Liked the approach of "operational hangover" created by coding agents. My concern or rather a query is; as organizations will deploy dozens of specialized daemons, does the coordination cost between daemons become the next bottleneck? In other words, who manages the managers? thoughts on that ?
@Daemons by Charlie Labs This feels like a practical step beyond code generation , keeping the follow through work moving is where many teams still struggle .
Love the role-scoped approach. Clear boundaries plus persistent execution seems much more practical than adding another general-purpose agent.
Strong thesis. Most teams are focused on code creation, not the maintenance burden that comes after.
Finally someone tackling the operational hangover. Free plan means no excuse not to try it.
With persistent teammates working across GitHub, Linear, Slack, and Sentry simultaneously, how does the system maintain state consistency when the same issue gets updated in multiple platforms at once?
Love this framing. Coding agents have gotten good at creating work but not at shepherding everything that comes after (PR reviews, CI failures, stale issues). Do the daemons leave a comment and wait when the right action is ambiguous, or do they try to resolve it automatically? Congrats on the launch.
About Daemons by Charlie Labs on Product Hunt
“Keep PRs, issues, CI, and docs moving with AI agents”
Daemons by Charlie Labs launched on Product Hunt on June 17th, 2026 and earned 192 upvotes and 30 comments, earning #3 Product of the Day. Charlie Labs gives engineering teams always-on AI daemons that keep work moving after coding agents create it. Define recurring roles in your repo, then let Daemons monitor PRs, issues, CI, docs, and Sentry errors over time. Instead of waiting for another human prompt, Daemons leave reviewable updates where your team already works: GitHub, Linear, Slack, and Sentry.
Daemons by Charlie Labs was featured in Software Engineering (42.6k followers), Developer Tools (514.2k followers) and Artificial Intelligence (471.2k followers) on Product Hunt. Together, these topics include over 179.7k products, making this a competitive space to launch in.

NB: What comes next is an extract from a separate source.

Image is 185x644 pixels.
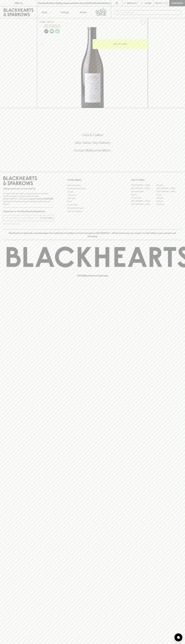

Who hunted Daemons by Charlie Labs?
Daemons by Charlie Labs was hunted by Ben Lang. A “hunter” on Product Hunt is the community member who submits a product to the platform — uploading the images, the link, and tagging the makers behind it. Hunters typically write the first comment explaining why a product is worth attention, and their followers are notified the moment they post. Around 79% of featured launches on Product Hunt are self-hunted by their makers, but a well-known hunter still acts as a signal of quality to the rest of the community. See the full all-time top hunters leaderboard to discover who is shaping the Product Hunt ecosystem.
Want to see how Daemons by Charlie Labs stacked up against nearby launches in real time? Check out the live launch dashboard for upvote speed charts, proximity comparisons, and more analytics.
Hi Product Hunt — we're Charlie Labs and we built Daemons for software teams that are already using coding agents and discovering a second-order problem: faster code creation also creates more operational debt.
Daemons are persistent, role-scoped teammates that work across GitHub, Linear, Slack, and Sentry.
📜 Our thesis is simple: agents create work. Daemons do the rest.
How it works:
Teams define the roles and boundaries in Markdown.
Daemons then keep recurring loops moving — issue hygiene, docs and dependency maintenance, bug triage, CI repair, and follow-through — with reviewable PRs, issues, reports, escalations, fixes, etc.
Continue to improve the underlying Daemons with Charlie's help
We would especially value feedback from teams using coding agents today: which recurring engineering or operational loop is still falling between the cracks for you?
Most teams can run several daemons consistently on our free plan.